Created May 13, 2022
Welcome to this week’s Bill Harvey Blog.
One of these scenarios is very easy to visualize. It’s the downside scenario of war. We’ve seen the way this works and are extremely familiar with it. We can picture it, including sitting under a mushroom cloud ourselves, something I’ve been visualizing all my life.
The upside scenario is not nearly as easy to visualize. We as a race have not expressed much about that scenario. We seem morbidly attracted to dwelling upon the negative.
And yet we seemed to be making some progress there for a while.
In 2003, the late Mark W. Zacher, a pioneer in the study of global governance, wrote a paper published by Cambridge University Press called “The Territorial Integrity Norm: International Boundaries and the Use of Force”. In it, he cited nearly 100 academic authors in establishing his case that “coercive territorial revisionism” was on the decline since the end of WWII. Many of the scholars he referenced indeed painted the same picture.
Alas, today we see that this relatively halcyon period appears to have come to an end. WWII-size battles reducing beautiful cities to rubble in Europe are now happening again. Do we have to go back into the old game? Is it built into us that there will never be an end to people fighting for ground?
In the development of species, the hardwired instinct for territoriality behavior goes back at least as far as the first reptiles and perhaps even further back. But humanity, possessed of more obvious intellectual credentials than other Earth species, in discovering what instincts are, could use its brains to conquer instincts – or can we?
Why is it that Putin and his supporters feel the urgent need to own more land when they already are such a massive piece of geography? Opinions in the press suggest that he is driven to re-establish the U.S.S.R. And why would that be what drives him? Why would he not set equally lofty goals for leading the human race into space, or building larger particle accelerators than the west, or some other goal that is more original? The goal of simply taking over the neighborhood goes way back, it’s imitative behavior, it may make us remember a person in history but not necessarily in a positive way. It’s been done before. Why not show off by doing something new?
Why would China place such importance on taking back Taiwan which had previously been called Formosa? There are so many other things for China to do, and they are already doing most of them, and doing well at them. If the specter of war were swept off the table China should be among the most confident and hopeful nations on Earth. Why bother with adding another small swath of land to their country? When one takes land by force it’s only a matter of time before someone else is there attacking you to take that land back. It’s almost guaranteed to become a perpetual motion machine keeping war in the lives of your descendants for many generations if not forever.
The human race has so many better things to do rather than return to the old bullying game. It’s gotten so old. First, we have to bring the pandemic down to permanent containment, which implies far-reaching progress in being able to anticipate the directions mutations could take, and getting the jump on them before they go there. Then we have to bring everyone up to par in quality of life. Then we have to bring education up to an unprecedented level that is individualized to each person’s gifts and aspirations, lifelong education that starts in the home from birth and lasts throughout the individual’s lifetime. The list goes on and on after that, so many things to do to make us all feel a sense of purpose, of meaning.
Underneath everything else all of us are driven by a search for meaning. We didn’t make it any easier for ourselves when we made it unhip to allow for the possibility of God. Even in a world that avoids God like the devil, a person can still live a meaningful life by simply bringing her/his gifts out for the enjoyment of others. Putin and Xi each have huge canvases on which they are free to paint beautiful pictures the world can adore, why settle for the bad guy role, even if lies and censorship can make people keep their mouths shut? Why is that the way that Putin and Xi can make themselves the happiest?
If we didn’t have such a rich roster of activities into which we could happily throw ourselves, then maybe I could understand playing the war game, but that game has worn thin its welcome. We’ve had a good run since the end of WWII – not without enough violence for anyone with a taste for that stuff – but staying away from major wars. Why break the winning spree now? Just because they can? I suspect that is the real explanation.
But no one’s hands are clean. The rest of us have not done enough to paint the picture of what life could be like if there is world cooperation on the broadest scale. Dystopias have more drama in them, and more opportunity for action scenes, while utopias are easy to put down because cynicism is hip. So few if any utopian movies or television series or novels. “Star Trek: The Next Generation” came as close to a utopian vision of a united Earth culture as we’ve seen on television. Lost Horizon by James Hilton (1933) was a novel and then a movie which showed how a sequestered culture could live in harmony (the story of mythical Shangri-La).
When Joe Biden was elected, I wrote a series of fictional stories here in Pebbles in which Joe reached out to Vlad and Jinping and detailed how cooperation could be attained and how lovely that would be for everybody, with me hoping that was in his plans. My c dream soon collapsed, but that doesn’t mean I’m giving up. If we don’t detail the upside scenario we will continue to slide down into this downside scenario we’ve been stuck on for too long. Someday soon we may never again have the option of revisiting this upside visualization opportunity, there may not be a someday if we don’t start now.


WORK TASK →
The entries must be repeated verbatim, and their images left out.

━━━━━━

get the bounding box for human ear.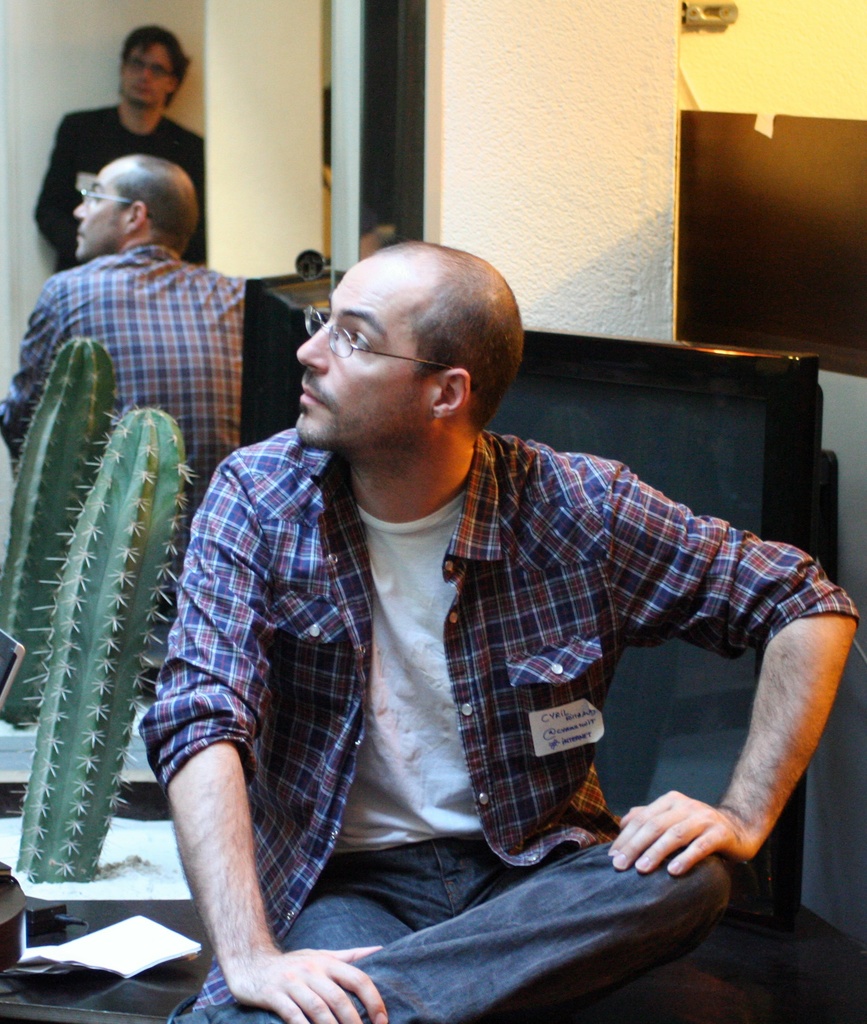
box(429, 368, 472, 420).
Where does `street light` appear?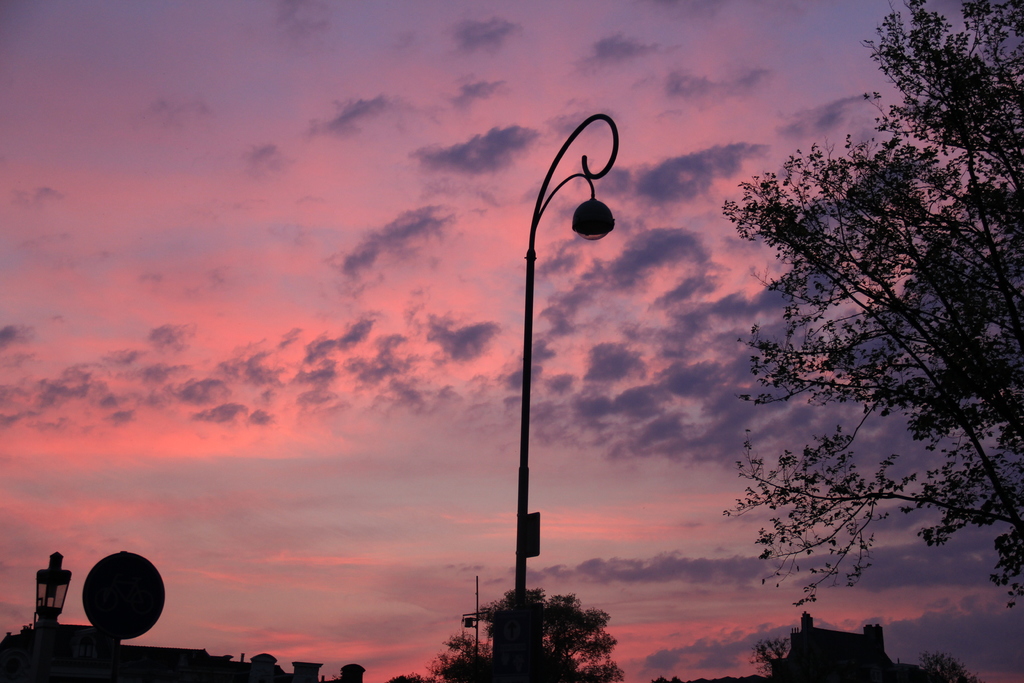
Appears at (498,114,627,682).
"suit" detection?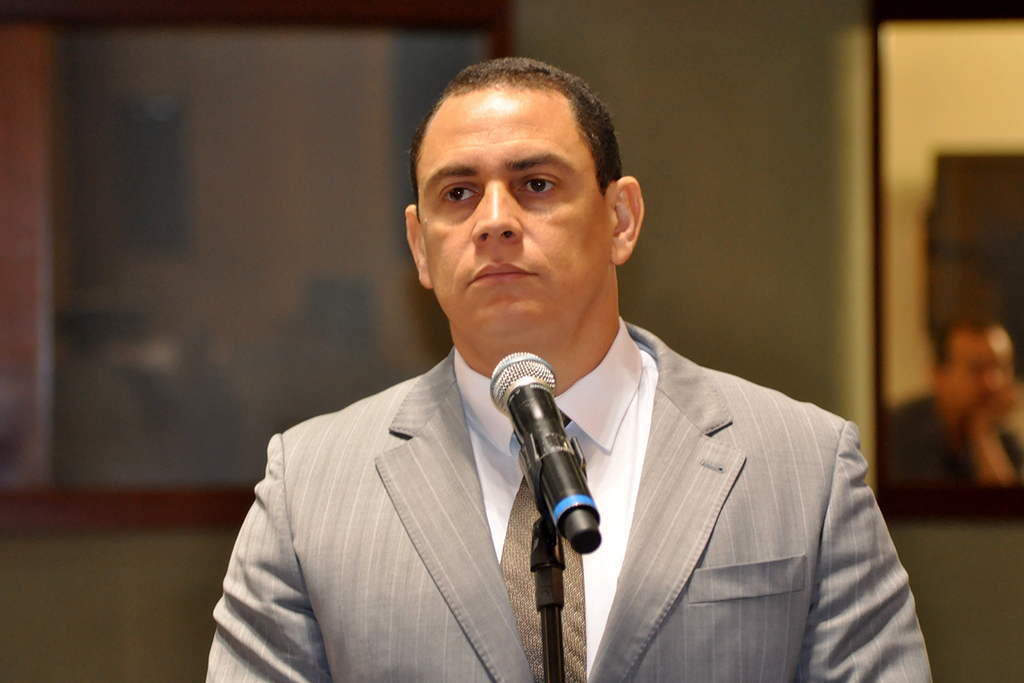
(201,314,934,682)
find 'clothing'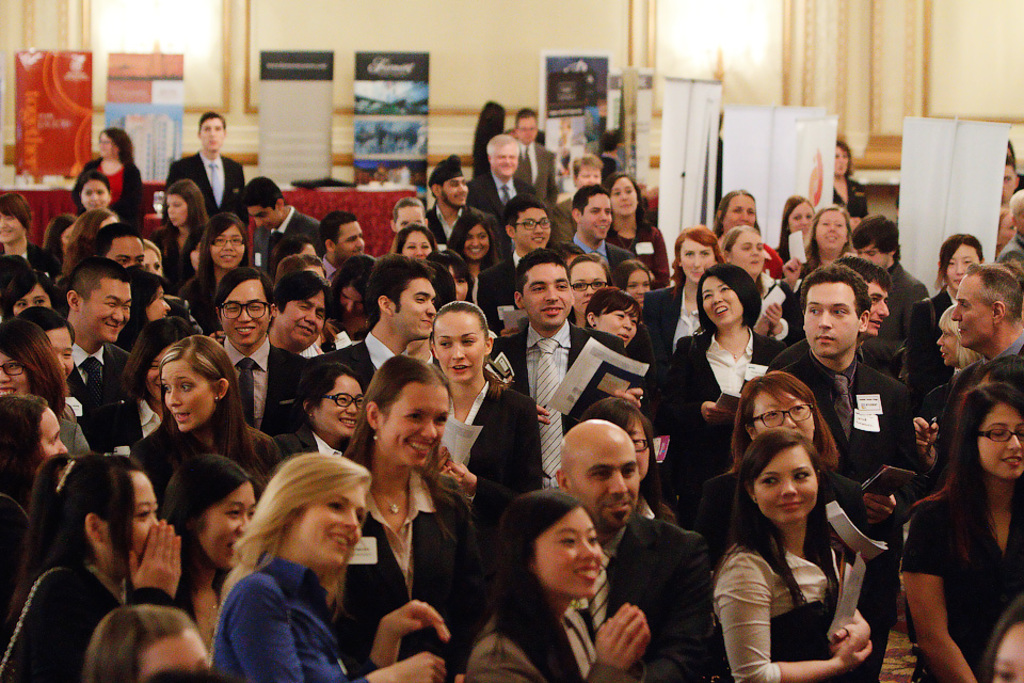
pyautogui.locateOnScreen(219, 347, 304, 434)
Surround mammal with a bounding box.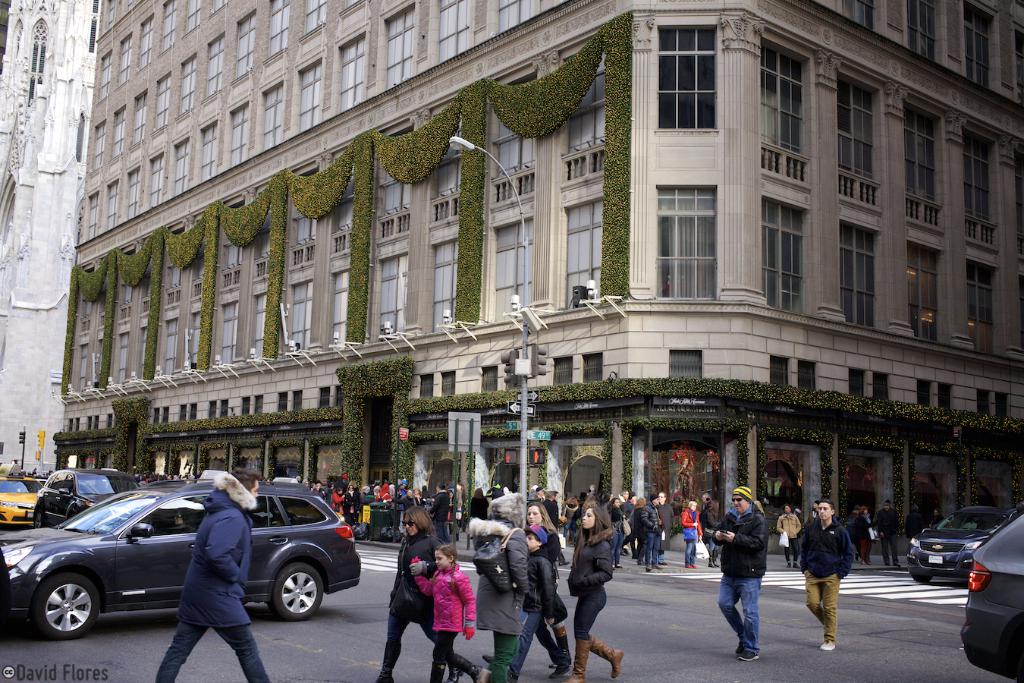
(757, 500, 768, 513).
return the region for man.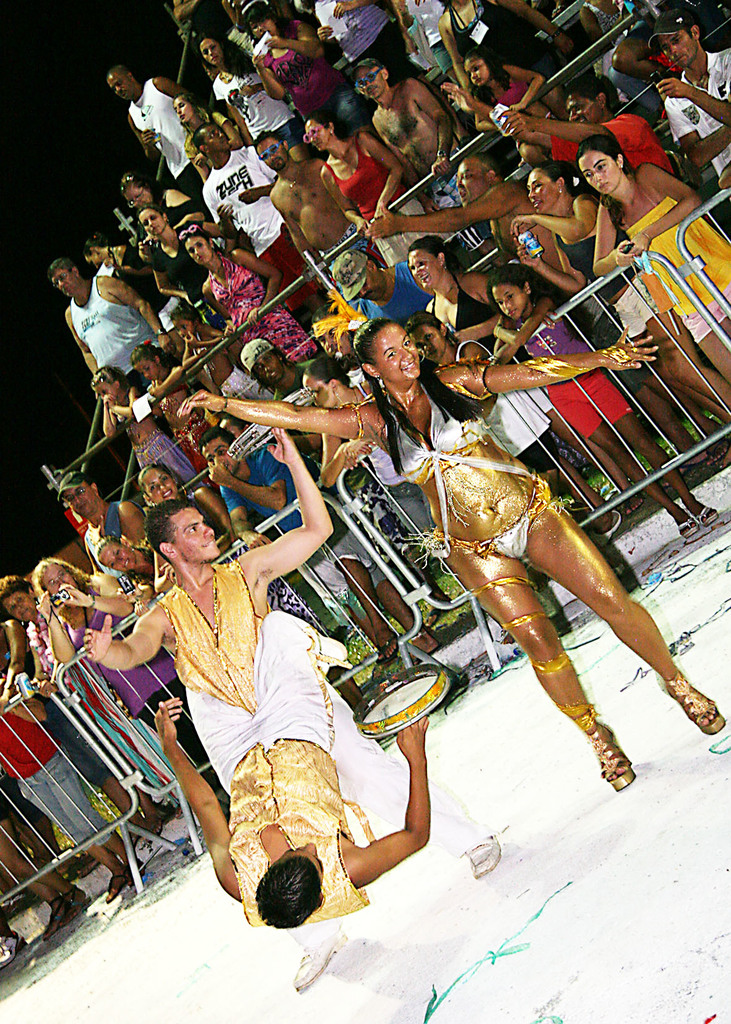
(58, 481, 144, 587).
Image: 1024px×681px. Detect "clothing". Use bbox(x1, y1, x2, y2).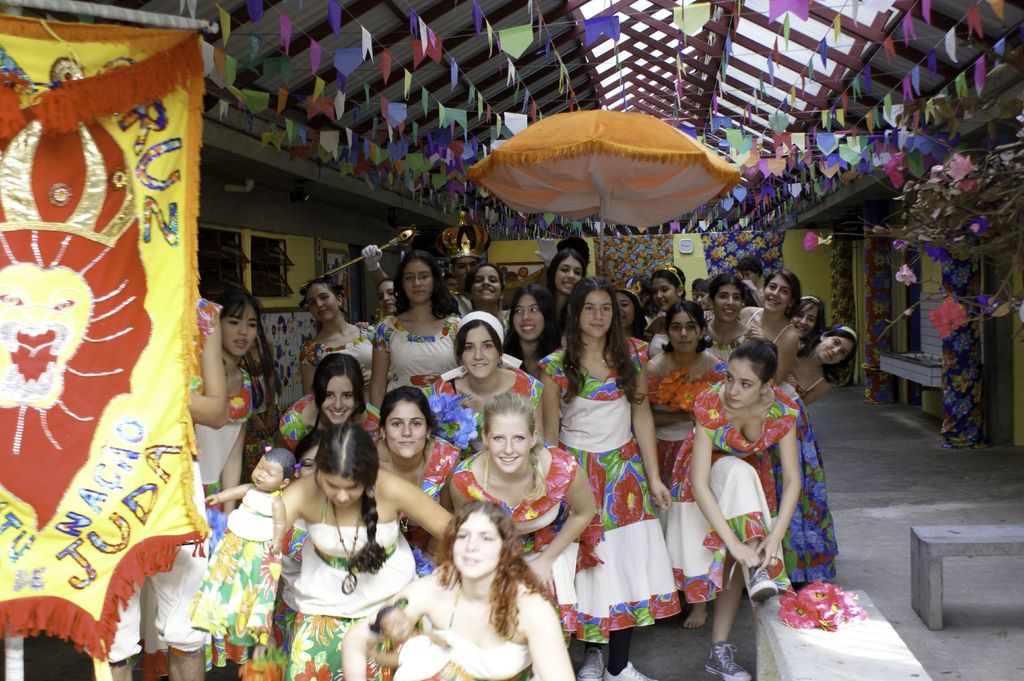
bbox(299, 322, 376, 386).
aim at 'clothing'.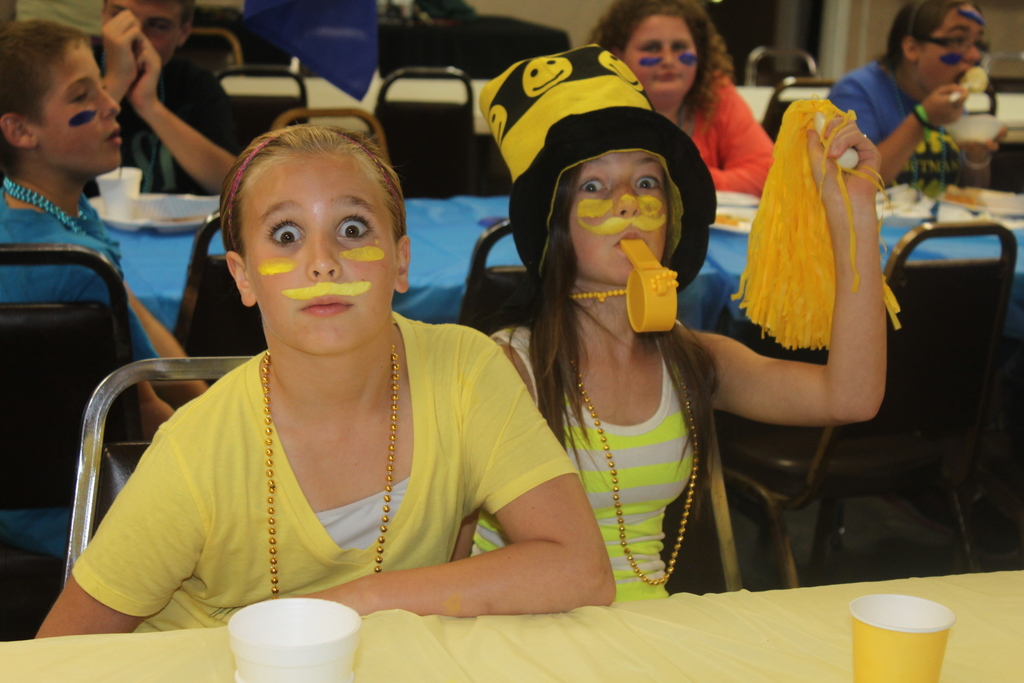
Aimed at (x1=83, y1=59, x2=252, y2=197).
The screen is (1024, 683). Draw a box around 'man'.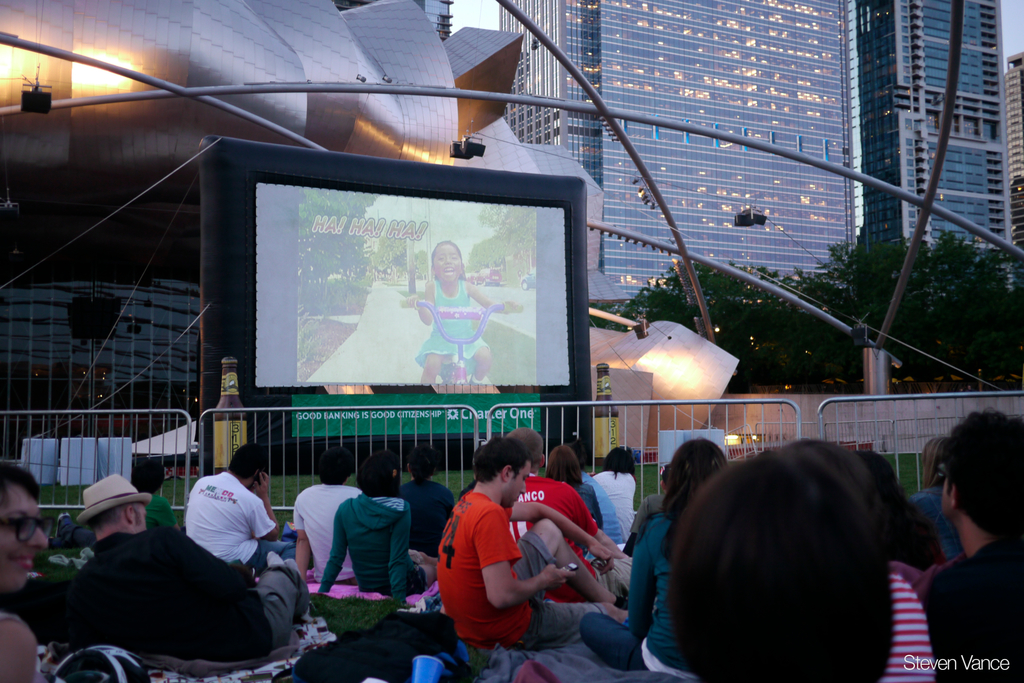
l=399, t=445, r=452, b=554.
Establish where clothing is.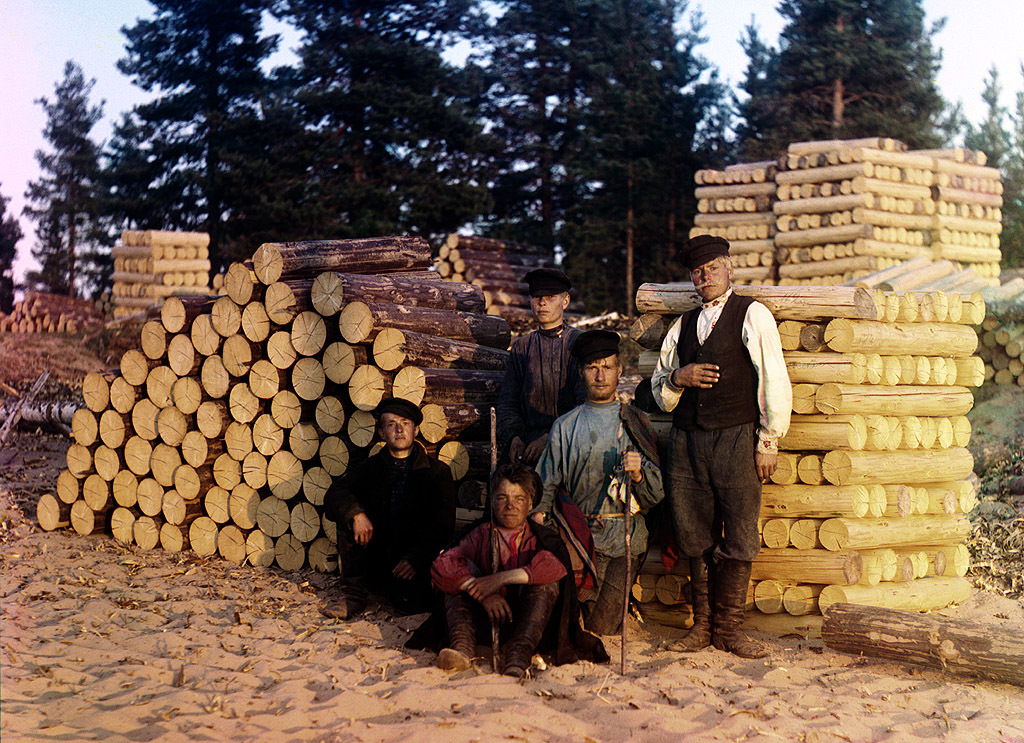
Established at (315,451,471,617).
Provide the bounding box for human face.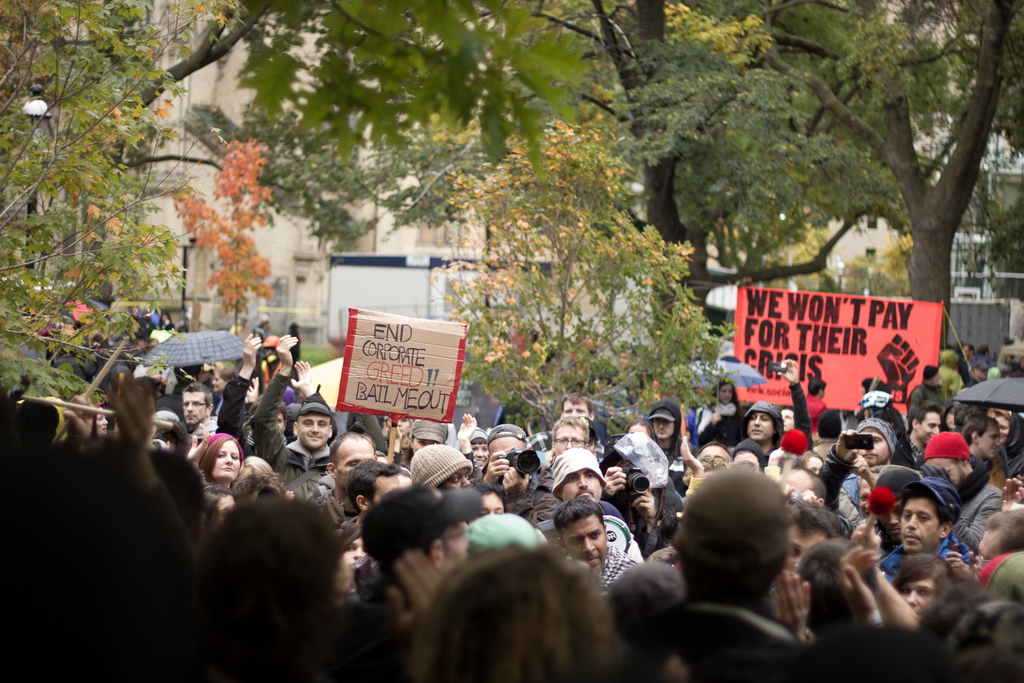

━━━━━━

ANSWER SECTION →
get the bounding box for human ear.
box(429, 368, 472, 420).
Where does `street light` appear?
Appears at (498,114,627,682).
"suit" detection?
(201,314,934,682)
find 'clothing'
pyautogui.locateOnScreen(219, 347, 304, 434)
Surround mammal with a bounding box.
(757, 500, 768, 513).
return the region for man.
(58, 481, 144, 587).
Image: 1024px×681px. Detect "clothing". Use bbox(x1, y1, x2, y2).
bbox(299, 322, 376, 386).
aim at 'clothing'.
Aimed at (x1=83, y1=59, x2=252, y2=197).
The screen is (1024, 683). Draw a box around 'man'.
l=399, t=445, r=452, b=554.
Establish where clothing is.
Established at (315,451,471,617).
Provide the bounding box for human face.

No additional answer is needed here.